Daily Kos

The Not-So-Middle Ground For Stem Cells

Fri Jan 19, 2007 at 02:21:02 AM PDT

When you see an op-ed called, "A Middle Ground For Stem Cells," it doesn't seem like too much of a stretch to assume that what follows will be an attempt to find a middle ground in the debate over stem cell research.  Well, you know what happens when you assume.  

Among the many clues that the author of this piece might be slightly to the right of Randall Terry, is this description of an embryo that could be used for research:

That embryo is human, and it is alive; its human life will last until its death, whether that comes days after conception or many decades later surrounded by children and grandchildren.

You can almost hear future generations crying out, "Don't kill Grandma!"  

Maintaining his version of the middle ground, the author describes stem cell research as "embryo-destructive."  He says that advocates of federally funded research shouldn't judge a human life because of size or because they don't look like us, adding, "surely America has learned the hard way not to assign human worth by appearances." Trotting out the Declaration of Independence, common humanity and inalienable rights in arguing his "moral case," the author says:

President Bush’s stem cell policy seeks to meet that challenge. It encourages scientists to pursue the cells they seek without destroying life.
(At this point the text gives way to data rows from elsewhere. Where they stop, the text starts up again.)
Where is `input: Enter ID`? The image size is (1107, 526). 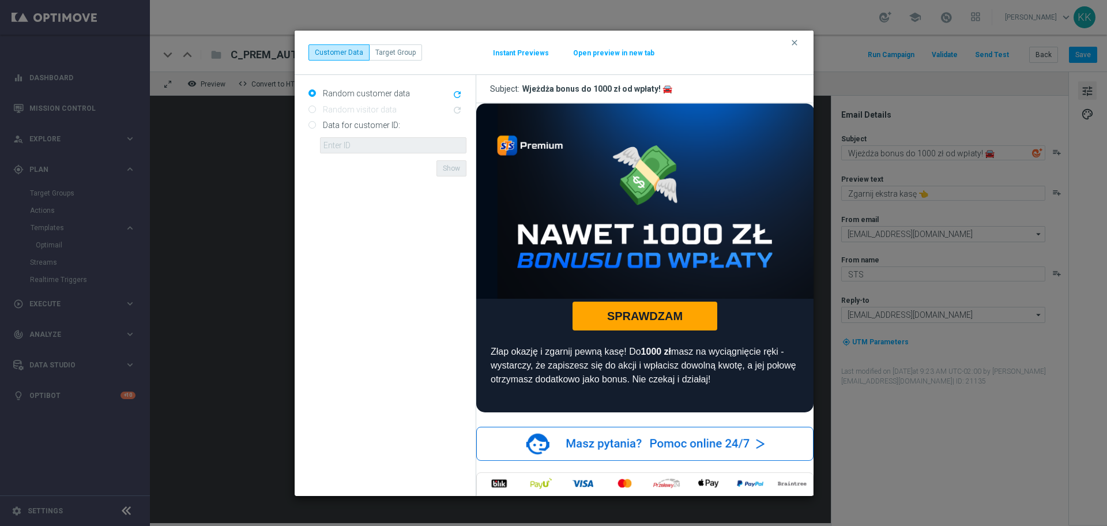 input: Enter ID is located at coordinates (393, 145).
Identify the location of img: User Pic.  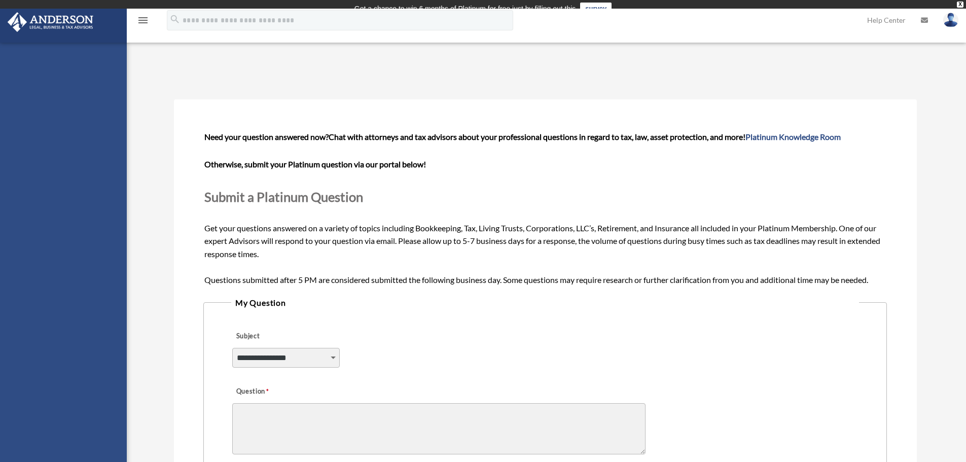
(951, 20).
But whenever George Bush, or anyone speaking in his defense makes this claim, it's time to ask them to answer the questions posed by Senator Tom Harkin last year on the floor of the Senate:

So I ask, if using discarded embryos to extract stem cells is murder, isn't it then immoral to allow federal research on existing lines of embryonic stem cells as the current administration's policy permits?  Murder is murder, Mr. President.  [...]

And if it's really murder...why isn't the President using his authority, his moral authority, to shut down all the in-vitro fertilization clinics in America?  By his definition of murder, these clinics are institutions of mass murder.

Perhaps the author could address those questions the next time he waxes poetic about protecting our "highest ideals."

And by the way, the most obvious clue as to the author's agenda comes in the blurb at the end of the op-ed:

Yuval Levin, a fellow at the Ethics and Public Policy Center, is a former executive director of the President’s Council on Bioethics.

Mr. Levin would have a long way to go to find the middle ground.